Perlonex & Ulrike Flaig
Burkhard Beins Ignaz Schick Joerg Maria Zeger Ulrike Flaig
Real-time video feedback loops submerged in laminal sheets of sound soaked in gauzy timbral detail and multi-valenced, buzzing overtones.
Arika have been creating events since 2001. The Archive is space to share the documentation of our work, over 600 events from the past 20 years. Browse the archive by event, artists and collections, explore using theme pairs, or use the index for a comprehensive overview.
Real-time video feedback loops submerged in laminal sheets of sound soaked in gauzy timbral detail and multi-valenced, buzzing overtones.
Thinking against the monoculturalism of Western thought—of faith, affection, sexuality and gender—which completely lacks any utility to, or descriptive value of Indigenous worldviews.
Could they be one of the most ferocious live noise acts around, or a necessary and ludicrous parody of ferocious noise acts? Could they be both?
Whether drawing their own fractured, abstract narrative, or re-contextualising, chewing up and spitting out someone else’s, each of the films here take a dramatic arc as their starting point and throw it to the wind.
Somewhere between performance, stripped down theatre and an intense kind of public learning or maybe even a public hearing.
Akio Suzuki and John Butcher performing in an abandoned oil tanker on Hoy.
Sachiko’s very simple, pure sine tones and structures.

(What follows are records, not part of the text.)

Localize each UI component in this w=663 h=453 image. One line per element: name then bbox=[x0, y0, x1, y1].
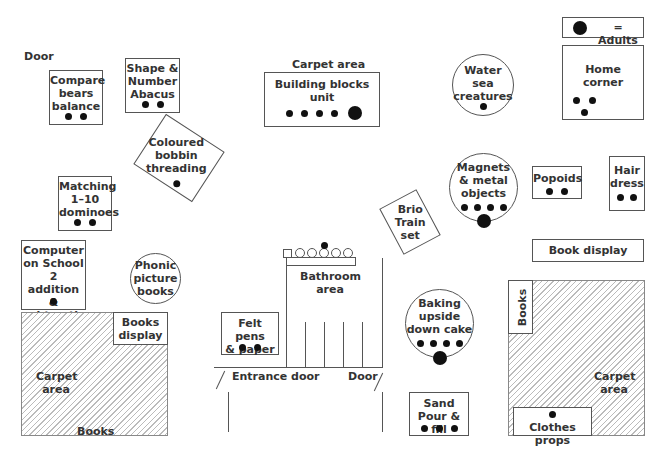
station-label: sea bbox=[453, 77, 513, 90]
child-dot-icon bbox=[239, 344, 246, 351]
toilet-partition bbox=[362, 322, 363, 368]
child-dot-icon bbox=[436, 425, 443, 432]
child-dot-icon bbox=[487, 204, 494, 211]
door-bottom-label: Door bbox=[348, 370, 378, 383]
child-dot-icon bbox=[316, 110, 323, 117]
child-dot-icon bbox=[461, 204, 468, 211]
child-dot-icon bbox=[142, 101, 149, 108]
bathroom-wall-left bbox=[286, 266, 287, 368]
child-dot-icon bbox=[589, 97, 596, 104]
child-dot-icon bbox=[286, 110, 293, 117]
station-label: Train bbox=[390, 216, 430, 229]
station-label: Number bbox=[126, 75, 179, 88]
station-label: Hair bbox=[610, 164, 644, 177]
child-dot-icon bbox=[561, 188, 568, 195]
bathroom-wall-right bbox=[382, 258, 383, 368]
child-dot-icon bbox=[321, 242, 328, 249]
station-label: Compare bbox=[50, 74, 102, 87]
entrance-door-label: Entrance door bbox=[232, 370, 320, 383]
station-coloured-bobbin[interactable]: Coloured bobbin threading bbox=[133, 114, 224, 202]
station-home-corner[interactable]: Home corner bbox=[562, 45, 644, 120]
station-water-sea-creatures[interactable]: Water sea creatures bbox=[452, 54, 514, 116]
entrance-door-post bbox=[228, 392, 229, 432]
child-dot-icon bbox=[549, 411, 556, 418]
adult-dot-icon bbox=[573, 21, 587, 35]
child-dot-icon bbox=[474, 204, 481, 211]
station-label: Book display bbox=[533, 244, 643, 257]
door-post bbox=[382, 392, 383, 432]
child-dot-icon bbox=[417, 340, 424, 347]
legend: = Adults bbox=[562, 17, 644, 38]
station-popoids[interactable]: Popoids bbox=[532, 166, 582, 199]
station-baking[interactable]: Baking upside down cake bbox=[405, 289, 474, 358]
door-top-label: Door bbox=[24, 50, 54, 63]
station-label: Building blocks bbox=[265, 78, 379, 91]
entrance-door-swing bbox=[216, 371, 225, 390]
station-label: Shape & bbox=[126, 62, 179, 75]
station-label: creatures bbox=[453, 90, 513, 103]
child-dot-icon bbox=[480, 103, 487, 110]
entrance-wall bbox=[214, 367, 383, 368]
station-compare-bears[interactable]: Compare bears balance bbox=[49, 70, 103, 125]
child-dot-icon bbox=[89, 219, 96, 226]
station-matching-dominoes[interactable]: Matching 1–10 dominoes bbox=[58, 176, 112, 231]
books-left-label: Books bbox=[77, 425, 114, 438]
station-label: on School 2 bbox=[22, 257, 85, 283]
station-label: Magnets bbox=[450, 161, 517, 174]
station-clothes-props[interactable]: Clothes props bbox=[513, 407, 592, 436]
station-brio-train[interactable]: Brio Train set bbox=[379, 189, 440, 255]
station-hair-dress[interactable]: Hair dress bbox=[609, 156, 645, 211]
child-dot-icon bbox=[443, 340, 450, 347]
station-label: Books bbox=[114, 316, 167, 329]
station-label: down cake bbox=[406, 323, 473, 336]
station-label: unit bbox=[265, 91, 379, 104]
station-computer[interactable]: Computer on School 2 addition & subtract… bbox=[21, 240, 86, 310]
station-label: Clothes props bbox=[514, 421, 591, 447]
adult-dot-icon bbox=[477, 214, 491, 228]
station-label: Water bbox=[453, 64, 513, 77]
station-shape-number-abacus[interactable]: Shape & Number Abacus bbox=[125, 58, 180, 113]
station-label: Brio bbox=[390, 203, 430, 216]
child-dot-icon bbox=[331, 110, 338, 117]
child-dot-icon bbox=[301, 110, 308, 117]
bathroom-area-label: Bathroom area bbox=[300, 270, 360, 296]
station-label: & metal bbox=[450, 174, 517, 187]
station-phonic-books[interactable]: Phonic picture books bbox=[130, 253, 181, 304]
station-label: Baking bbox=[406, 297, 473, 310]
carpet-area-right-label: Carpet area bbox=[594, 370, 634, 396]
station-label: Phonic bbox=[131, 259, 180, 272]
child-dot-icon bbox=[546, 188, 553, 195]
carpet-area-left-label: Carpet area bbox=[36, 370, 76, 396]
child-dot-icon bbox=[456, 340, 463, 347]
child-dot-icon bbox=[421, 425, 428, 432]
station-label: Felt pens bbox=[222, 317, 278, 343]
adult-dot-icon bbox=[348, 106, 362, 120]
station-books-display-left[interactable]: Books display bbox=[113, 312, 168, 345]
child-dot-icon bbox=[617, 194, 624, 201]
child-dot-icon bbox=[173, 180, 180, 187]
station-book-display[interactable]: Book display bbox=[532, 239, 644, 262]
station-label: picture bbox=[131, 272, 180, 285]
station-books-right[interactable]: Books bbox=[508, 280, 533, 334]
toilet-partition bbox=[305, 322, 306, 368]
station-label: threading bbox=[142, 162, 210, 175]
station-label: objects bbox=[450, 187, 517, 200]
station-label: Sand bbox=[410, 397, 468, 410]
station-label: corner bbox=[563, 76, 643, 89]
station-label: Books bbox=[516, 281, 529, 335]
bathroom-counter bbox=[286, 257, 356, 266]
station-building-blocks[interactable]: Building blocks unit bbox=[264, 72, 380, 127]
station-label: Computer bbox=[22, 244, 85, 257]
station-magnets[interactable]: Magnets & metal objects bbox=[449, 153, 518, 222]
child-dot-icon bbox=[50, 298, 57, 305]
station-sand[interactable]: Sand Pour & fill bbox=[409, 392, 469, 436]
station-label: set bbox=[390, 229, 430, 242]
child-dot-icon bbox=[573, 97, 580, 104]
station-felt-pens[interactable]: Felt pens & paper bbox=[221, 312, 279, 355]
station-label: books bbox=[131, 285, 180, 298]
child-dot-icon bbox=[430, 340, 437, 347]
station-label: Home bbox=[563, 63, 643, 76]
station-label: 1–10 bbox=[59, 193, 111, 206]
child-dot-icon bbox=[451, 425, 458, 432]
child-dot-icon bbox=[80, 113, 87, 120]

Otomo on double pianos. Filament’s music isn’t composed and it isn’t improvised: it’s a hybrid of the two.
Talk charting the radical history of experimental music in Japan + the lowdown into the careers of many of the artists appearing at MLFC.
A life force of ecstatic clarity capable of loquacious bursts of affirmation.
Work that focuses in on the static hiss and background noise of recording and pushes it to the fore.
A kind of audience activating, structured film guessing game in the manipulation of time, sound and image. “At 11:15, weiners. At 21:05, pornography. At 23:30, a duet. Watch the Clock.”
Hartmut is going to talk a little about his work at large and the politics of how his films are constructed. And we’ll screen one of his best films: B-52.